Women’s History Month got you down? Maybe it’s just those women’s “monthlies.” From the Helm Family Papers in the Manuscripts & Folklife Archives of WKU’s Library Special Collections, we give you Lyon’s French Periodical Drops and Female Regulator. “Powerful in their action, but harmless in their operation,” these miracle drops were the concoction of Connecticut-based, Paris-trained physician John L. Lyon.
Advertised from the Civil War until the early 20th century, this contribution to the vast pharmacopoeia of American patent medicines was for relief of “Irregularities, Painful and Imperfect Menstruation” or “Monthly Sickness of Females.” A mere $1.50 paid for one bottle of Drops, to be taken daily by teaspoonful with an equivalent dose of molasses or honey.
Embedded in the lengthy advertisement was some fascinating text that instructed in the regulation of more than the monthly cycle. The drops, warned the doctor, should not be taken if “Pregnancy be the cause of the stoppage” as “they will be sure to cause a miscarriage.” On the other hand, three-times daily doses ahead of an “expected period” would operate “TO PREVENT CONCEPTION.” Along with the honey-or-molasses chaser, Dr. Lyon also recommended “Strong Tanzy” or “Pennyroyal Tea”—both traditional abortifacients—as “beneficial in some cases in connection with this medicine.”
Lyon’s French Periodical Drops eventually fell victim to Progressive-Era regulation of food and drugs. After a look and a sniff in 1908, the Kansas Board of Health found [surprise!!] alcohol in a compound marketed as “entirely vegetable.” The Board dismissed the rest of the ingredients as a probable (and toxic) “aromatic solution of ergot and oil of savin.”
For more of our collections that feature medicines and prescriptions, search TopSCHOLAR and KenCat.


What the exercise asks.
When you transcribe the entries below, keep the wording exact and omit the pictures.

Data listing.

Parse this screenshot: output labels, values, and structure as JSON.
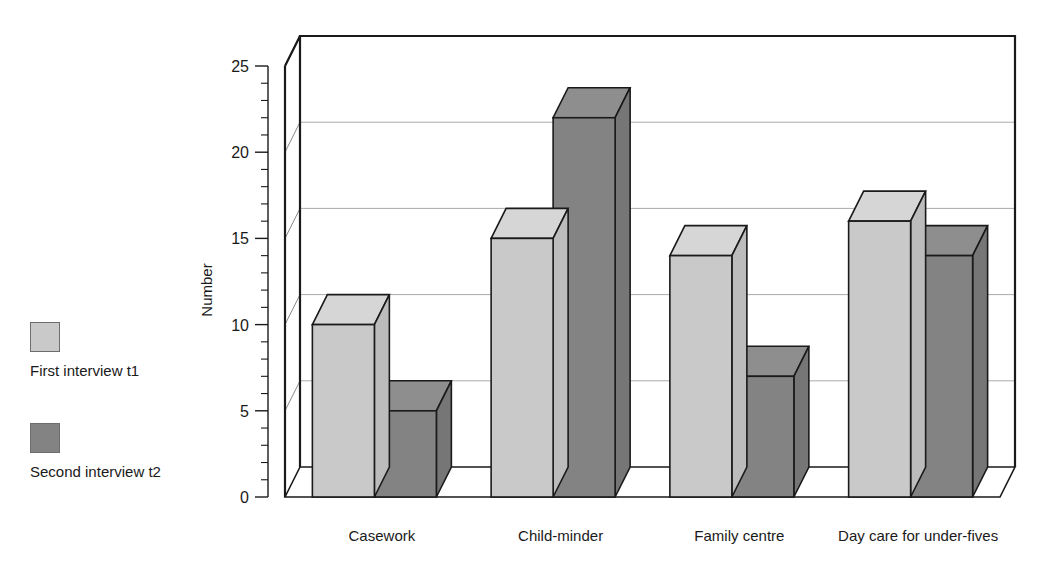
{
  "chart_data": {
    "type": "bar",
    "title": "",
    "xlabel": "",
    "ylabel": "Number",
    "ylim": [
      0,
      25
    ],
    "yticks": [
      0,
      5,
      10,
      15,
      20,
      25
    ],
    "ytick_labels": [
      "0",
      "5",
      "10",
      "15",
      "20",
      "25"
    ],
    "minor_tick_interval": 1,
    "grid": "horizontal",
    "style": "3d-grouped-bar",
    "legend_position": "left",
    "categories": [
      "Casework",
      "Child-minder",
      "Family centre",
      "Day care for under-fives"
    ],
    "series": [
      {
        "name": "First interview t1",
        "color": "#c9c9c9",
        "values": [
          10,
          15,
          14,
          16
        ]
      },
      {
        "name": "Second interview t2",
        "color": "#838383",
        "values": [
          5,
          22,
          7,
          14
        ]
      }
    ]
  },
  "axis": {
    "y_title": "Number",
    "tick_labels": [
      "25",
      "20",
      "15",
      "10",
      "5",
      "0"
    ]
  },
  "legend": {
    "entries": [
      {
        "label": "First interview t1",
        "color": "#c9c9c9"
      },
      {
        "label": "Second interview t2",
        "color": "#838383"
      }
    ]
  },
  "categories": [
    {
      "label": "Casework"
    },
    {
      "label": "Child-minder"
    },
    {
      "label": "Family centre"
    },
    {
      "label": "Day care for under-fives"
    }
  ],
  "colors": {
    "series_light": "#c9c9c9",
    "series_dark": "#838383",
    "outline": "#1a1a1a",
    "gridline": "#aaaaaa",
    "background": "#ffffff"
  }
}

Solved problem.
Parse this screenshot: output labels, values, and structure as JSON.
{
  "chart_data": {
    "type": "bar",
    "title": "",
    "xlabel": "",
    "ylabel": "Number",
    "ylim": [
      0,
      25
    ],
    "yticks": [
      0,
      5,
      10,
      15,
      20,
      25
    ],
    "ytick_labels": [
      "0",
      "5",
      "10",
      "15",
      "20",
      "25"
    ],
    "minor_tick_interval": 1,
    "grid": "horizontal",
    "style": "3d-grouped-bar",
    "legend_position": "left",
    "categories": [
      "Casework",
      "Child-minder",
      "Family centre",
      "Day care for under-fives"
    ],
    "series": [
      {
        "name": "First interview t1",
        "color": "#c9c9c9",
        "values": [
          10,
          15,
          14,
          16
        ]
      },
      {
        "name": "Second interview t2",
        "color": "#838383",
        "values": [
          5,
          22,
          7,
          14
        ]
      }
    ]
  },
  "axis": {
    "y_title": "Number",
    "tick_labels": [
      "25",
      "20",
      "15",
      "10",
      "5",
      "0"
    ]
  },
  "legend": {
    "entries": [
      {
        "label": "First interview t1",
        "color": "#c9c9c9"
      },
      {
        "label": "Second interview t2",
        "color": "#838383"
      }
    ]
  },
  "categories": [
    {
      "label": "Casework"
    },
    {
      "label": "Child-minder"
    },
    {
      "label": "Family centre"
    },
    {
      "label": "Day care for under-fives"
    }
  ],
  "colors": {
    "series_light": "#c9c9c9",
    "series_dark": "#838383",
    "outline": "#1a1a1a",
    "gridline": "#aaaaaa",
    "background": "#ffffff"
  }
}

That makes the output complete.